A PNG image with an 8-bit transparency channel, overlaid onto a checkered background, typically used in graphics software to indicate transparency.
|
|
Filename extension | .png |
---|---|
Internet media type | image/png |
Type code | PNGf PNG |
Uniform Type Identifier (UTI) | public.png |
Magic number | 89 50 4e 47 0d 0a 1a 0a |
Developed by | PNG Development Group (donated to W3C) |
Initial release | 1 October 1996 |
Type of format | lossless bitmap image format |
Extended to | APNG, JNG and MNG |
Standard | ISO/IEC 15948,IETF RFC 2083 |
Open format? | Yes |
Portable Network Graphics (PNG /ˈpɪŋ/) is a raster graphics file format that supports lossless data compression. PNG was created as an improved, non-patented replacement for Graphics Interchange Format (GIF), and is the most widely used lossless image compression format on the Internet.
PNG supports palette-based images (with palettes of 24-bit RGB or 32-bit RGBA colors), grayscale images (with or without alpha channel), and full-color non-palette-based RGB[A] images (with or without alpha channel). PNG was designed for transferring images on the Internet, not for professional-quality print graphics, and therefore does not support non-RGB color spaces such as CMYK.
PNG files nearly always use file extension PNG
or png
and are assigned MIME media type image/png
. PNG was approved for this use by the Internet Engineering Steering Group on 14 October 1996, and was published as an ISO/IEC standard in 2004.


WORK INSTRUCTIONS
Restate every line of the material below word for word, skipping the images.
-- Opening Marker --
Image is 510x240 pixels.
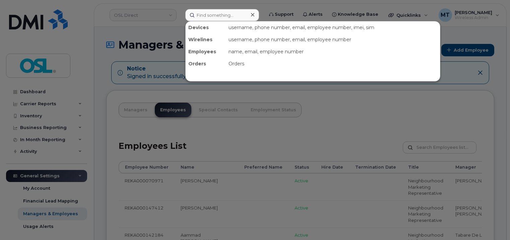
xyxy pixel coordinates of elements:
[226,58,440,70] div: Orders
[185,21,226,33] div: Devices
[185,46,226,58] div: Employees
[226,21,440,33] div: username, phone number, email, employee number, imei, sim
[185,33,226,46] div: Wirelines
[185,58,226,70] div: Orders
[226,33,440,46] div: username, phone number, email, employee number
[226,46,440,58] div: name, email, employee number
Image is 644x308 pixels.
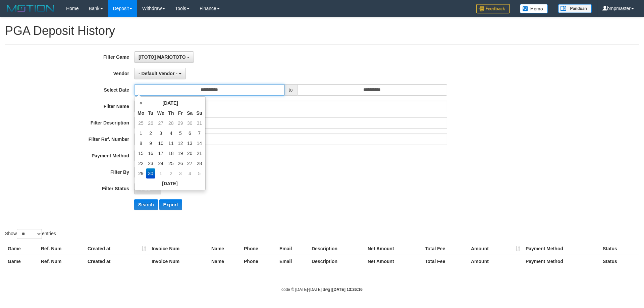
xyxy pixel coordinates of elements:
th: « [136,98,146,108]
img: Button%20Memo.svg [520,4,548,14]
th: Description [309,255,365,267]
td: 28 [166,118,176,128]
th: Ref. Num [38,242,85,255]
td: 3 [155,128,166,138]
span: - Default Vendor - [138,71,177,76]
td: 7 [194,128,204,138]
td: 1 [136,128,146,138]
td: 16 [146,148,155,158]
td: 2 [166,168,176,178]
td: 25 [166,158,176,168]
button: [ITOTO] MARIOTOTO [134,51,194,63]
td: 11 [166,138,176,148]
td: 31 [194,118,204,128]
th: Net Amount [365,242,422,255]
th: Created at [85,242,149,255]
strong: [DATE] 13:26:16 [332,287,363,292]
td: 14 [194,138,204,148]
td: 26 [176,158,185,168]
select: Showentries [17,229,42,239]
td: 25 [136,118,146,128]
th: Fr [176,108,185,118]
th: [DATE] [136,178,204,189]
th: Net Amount [365,255,422,267]
td: 20 [185,148,194,158]
td: 24 [155,158,166,168]
td: 17 [155,148,166,158]
td: 5 [194,168,204,178]
th: Created at [85,255,149,267]
td: 1 [155,168,166,178]
th: [DATE] [146,98,194,108]
th: We [155,108,166,118]
td: 4 [185,168,194,178]
button: Export [159,199,182,210]
td: 26 [146,118,155,128]
span: [ITOTO] MARIOTOTO [138,54,186,60]
span: - ALL - [138,186,153,191]
th: Name [209,255,241,267]
img: Feedback.jpg [476,4,510,14]
td: 13 [185,138,194,148]
td: 19 [176,148,185,158]
td: 10 [155,138,166,148]
td: 4 [166,128,176,138]
th: Total Fee [422,242,468,255]
td: 22 [136,158,146,168]
th: Invoice Num [149,242,209,255]
h1: PGA Deposit History [5,24,639,38]
td: 3 [176,168,185,178]
button: - Default Vendor - [134,68,186,79]
td: 8 [136,138,146,148]
td: 30 [146,168,155,178]
td: 9 [146,138,155,148]
th: Su [194,108,204,118]
td: 28 [194,158,204,168]
td: 2 [146,128,155,138]
th: Game [5,242,38,255]
td: 27 [185,158,194,168]
td: 15 [136,148,146,158]
th: Description [309,242,365,255]
td: 27 [155,118,166,128]
td: 23 [146,158,155,168]
th: Email [277,242,309,255]
th: Payment Method [523,242,600,255]
small: code © [DATE]-[DATE] dwg | [281,287,363,292]
th: Mo [136,108,146,118]
th: Phone [241,242,277,255]
th: Tu [146,108,155,118]
img: panduan.png [558,4,592,13]
th: Ref. Num [38,255,85,267]
th: Phone [241,255,277,267]
th: Amount [468,242,523,255]
td: 18 [166,148,176,158]
button: Search [134,199,158,210]
th: Game [5,255,38,267]
td: 29 [136,168,146,178]
td: 5 [176,128,185,138]
td: 30 [185,118,194,128]
th: Name [209,242,241,255]
span: to [284,84,297,96]
th: Sa [185,108,194,118]
th: Email [277,255,309,267]
td: 29 [176,118,185,128]
th: Status [600,242,639,255]
th: Total Fee [422,255,468,267]
th: Th [166,108,176,118]
td: 12 [176,138,185,148]
th: Status [600,255,639,267]
th: Amount [468,255,523,267]
label: Show entries [5,229,56,239]
th: Invoice Num [149,255,209,267]
td: 6 [185,128,194,138]
td: 21 [194,148,204,158]
img: MOTION_logo.png [5,3,56,14]
th: Payment Method [523,255,600,267]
-- Closing Marker --
WRITTEN SOLUTION
Image is 510x240 pixels.
xyxy pixel coordinates of elements:
[226,58,440,70] div: Orders
[185,21,226,33] div: Devices
[185,46,226,58] div: Employees
[226,21,440,33] div: username, phone number, email, employee number, imei, sim
[185,33,226,46] div: Wirelines
[185,58,226,70] div: Orders
[226,33,440,46] div: username, phone number, email, employee number
[226,46,440,58] div: name, email, employee number
Image is 644x308 pixels.
xyxy pixel coordinates of elements:
th: « [136,98,146,108]
img: Button%20Memo.svg [520,4,548,14]
th: Description [309,255,365,267]
td: 28 [166,118,176,128]
th: Ref. Num [38,242,85,255]
td: 3 [155,128,166,138]
span: - Default Vendor - [138,71,177,76]
td: 7 [194,128,204,138]
td: 1 [136,128,146,138]
td: 16 [146,148,155,158]
td: 2 [166,168,176,178]
td: 25 [166,158,176,168]
button: [ITOTO] MARIOTOTO [134,51,194,63]
td: 11 [166,138,176,148]
td: 31 [194,118,204,128]
th: Net Amount [365,242,422,255]
th: Created at [85,242,149,255]
strong: [DATE] 13:26:16 [332,287,363,292]
td: 14 [194,138,204,148]
td: 26 [176,158,185,168]
select: Showentries [17,229,42,239]
td: 25 [136,118,146,128]
th: Fr [176,108,185,118]
th: [DATE] [136,178,204,189]
th: Net Amount [365,255,422,267]
td: 20 [185,148,194,158]
td: 24 [155,158,166,168]
td: 17 [155,148,166,158]
td: 5 [194,168,204,178]
th: Created at [85,255,149,267]
td: 1 [155,168,166,178]
th: [DATE] [146,98,194,108]
th: We [155,108,166,118]
td: 4 [185,168,194,178]
button: Export [159,199,182,210]
td: 26 [146,118,155,128]
span: [ITOTO] MARIOTOTO [138,54,186,60]
span: - ALL - [138,186,153,191]
th: Name [209,255,241,267]
img: Feedback.jpg [476,4,510,14]
td: 13 [185,138,194,148]
td: 19 [176,148,185,158]
td: 10 [155,138,166,148]
td: 4 [166,128,176,138]
th: Total Fee [422,242,468,255]
td: 22 [136,158,146,168]
th: Invoice Num [149,242,209,255]
h1: PGA Deposit History [5,24,639,38]
td: 3 [176,168,185,178]
button: - Default Vendor - [134,68,186,79]
td: 8 [136,138,146,148]
td: 30 [146,168,155,178]
td: 9 [146,138,155,148]
th: Su [194,108,204,118]
td: 28 [194,158,204,168]
td: 2 [146,128,155,138]
th: Game [5,242,38,255]
td: 27 [185,158,194,168]
td: 15 [136,148,146,158]
th: Description [309,242,365,255]
td: 27 [155,118,166,128]
td: 23 [146,158,155,168]
th: Email [277,242,309,255]
th: Payment Method [523,242,600,255]
small: code © [DATE]-[DATE] dwg | [281,287,363,292]
th: Mo [136,108,146,118]
th: Phone [241,242,277,255]
th: Tu [146,108,155,118]
img: panduan.png [558,4,592,13]
th: Ref. Num [38,255,85,267]
th: Phone [241,255,277,267]
th: Amount [468,242,523,255]
td: 18 [166,148,176,158]
button: Search [134,199,158,210]
th: Game [5,255,38,267]
td: 29 [136,168,146,178]
td: 5 [176,128,185,138]
td: 30 [185,118,194,128]
th: Name [209,242,241,255]
span: to [284,84,297,96]
th: Sa [185,108,194,118]
th: Email [277,255,309,267]
td: 29 [176,118,185,128]
th: Status [600,242,639,255]
th: Total Fee [422,255,468,267]
th: Th [166,108,176,118]
td: 12 [176,138,185,148]
th: Status [600,255,639,267]
th: Amount [468,255,523,267]
label: Show entries [5,229,56,239]
th: Invoice Num [149,255,209,267]
td: 6 [185,128,194,138]
td: 21 [194,148,204,158]
img: MOTION_logo.png [5,3,56,14]
th: Payment Method [523,255,600,267]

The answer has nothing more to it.